Article by Katie Wilkinson
Practitioners in the field of consumer law have been waiting months for the Supreme Court to hand down Judgment in Smith and another v Royal Bank of Scotland [2023] UKSC 34.
Judgment was handed down on 4 October 2023 and the decision reverses the views of the Court of Appeal in Smith v Royal Bank of Scotland plc [2021] EWCA Civ 1832 on the issue of the date that time starts to run for the purposes of the Limitation Act 1980.
Financial institutions would routinely advance defences of limitation in circumstances where the policy of PPI had ‘ended’, usually by way of cancellation, more than 6 years before the claim was issued (the 6-year period being prescribed by s.9 Limitation Act 1980). The largely uncontroversial position was that such claims were prima facie time barred, and thus the claims themselves were statute barred unless a Claimant could establish the right to rely on s.32 (which acts to postpone commencement of the limitation period in cases of ‘fraud, concealment or mistake).
The effect of the Supreme Court Judgment results in cases that were statute barred in light of the Court of Appeal decision, being no longer statute barred in circumstances where the underlying credit agreement subsists as at the date of issue, or to a date within 6 years of the date of issue.
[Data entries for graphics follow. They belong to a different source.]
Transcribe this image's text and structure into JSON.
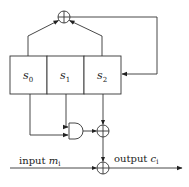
{
  "diagram": {
    "registers": [
      {
        "id": "s0",
        "base": "s",
        "sub": "0"
      },
      {
        "id": "s1",
        "base": "s",
        "sub": "1"
      },
      {
        "id": "s2",
        "base": "s",
        "sub": "2"
      }
    ],
    "input": {
      "word": "input",
      "var": "m",
      "sub": "i"
    },
    "output": {
      "word": "output",
      "var": "c",
      "sub": "i"
    },
    "nodes": [
      {
        "id": "xor-feedback",
        "type": "xor"
      },
      {
        "id": "and-gate",
        "type": "and"
      },
      {
        "id": "xor-filter",
        "type": "xor"
      },
      {
        "id": "xor-output",
        "type": "xor"
      }
    ],
    "edges": [
      {
        "from": "s0",
        "to": "xor-feedback"
      },
      {
        "from": "s2",
        "to": "xor-feedback"
      },
      {
        "from": "xor-feedback",
        "to": "s2"
      },
      {
        "from": "s0",
        "to": "and-gate"
      },
      {
        "from": "s1",
        "to": "and-gate"
      },
      {
        "from": "and-gate",
        "to": "xor-filter"
      },
      {
        "from": "s2",
        "to": "xor-filter"
      },
      {
        "from": "xor-filter",
        "to": "xor-output"
      },
      {
        "from": "input",
        "to": "xor-output"
      },
      {
        "from": "xor-output",
        "to": "output"
      }
    ],
    "colors": {
      "stroke": "#333333",
      "background": "#ffffff"
    }
  }
}
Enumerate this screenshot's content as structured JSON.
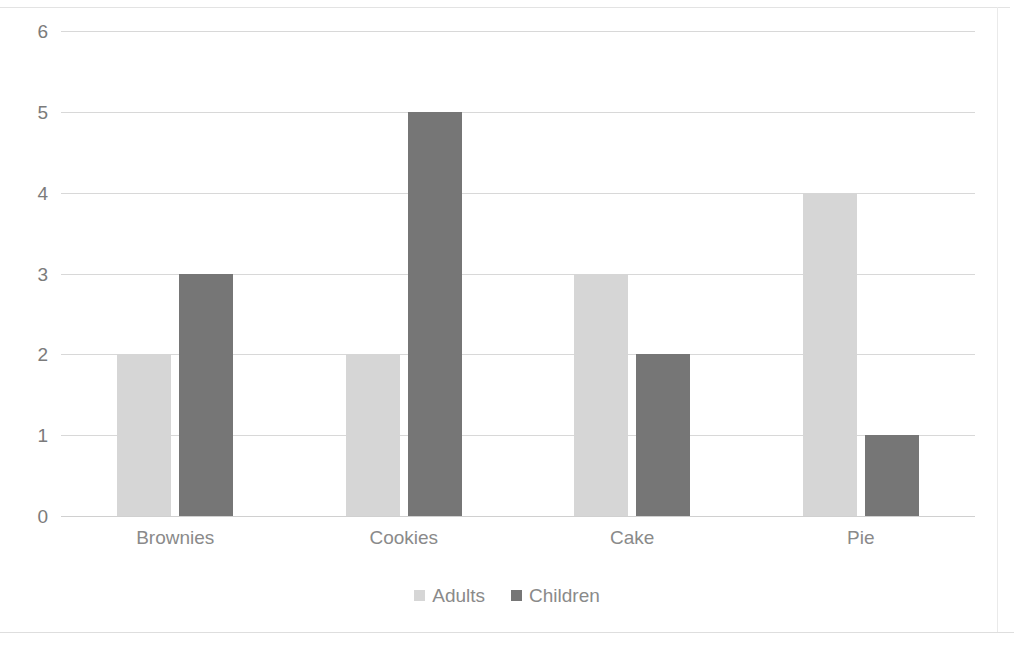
{
  "chart_data": {
    "type": "bar",
    "title": "",
    "subtitle": "",
    "xlabel": "",
    "ylabel": "",
    "categories": [
      "Brownies",
      "Cookies",
      "Cake",
      "Pie"
    ],
    "series": [
      {
        "name": "Adults",
        "color": "#d6d6d6",
        "values": [
          2,
          2,
          3,
          4
        ]
      },
      {
        "name": "Children",
        "color": "#767676",
        "values": [
          3,
          5,
          2,
          1
        ]
      }
    ],
    "ylim": [
      0,
      6
    ],
    "yticks": [
      6,
      5,
      4,
      3,
      2,
      1,
      0
    ],
    "ytick_labels": [
      "6",
      "5",
      "4",
      "3",
      "2",
      "1",
      "0"
    ],
    "grid": true,
    "grid_axis": "y",
    "legend_position": "bottom",
    "annotations": []
  },
  "legend": {
    "entries": [
      {
        "label": "Adults",
        "color": "#d6d6d6"
      },
      {
        "label": "Children",
        "color": "#767676"
      }
    ]
  },
  "colors": {
    "background": "#ffffff",
    "gridline": "#d8d8d8",
    "tick_text": "#7b7b7b",
    "category_text": "#8a8a8a",
    "adults": "#d6d6d6",
    "children": "#767676"
  }
}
The Judgment will undoubtedly impact dozens of cases that are currently within the Court system and awaiting trial, and may lead to the issuing of further claims where historical PPI policies once existed on credit agreements that remain live.
Thousands of ‘PPI’ claims have already been issued and heard in the years leading up to the Supreme Court Judgment. At a time when such claims were significantly decreasing in number, it remains to be seen whether the decision will reignite the consumer forums and result in a further round of mass litigation.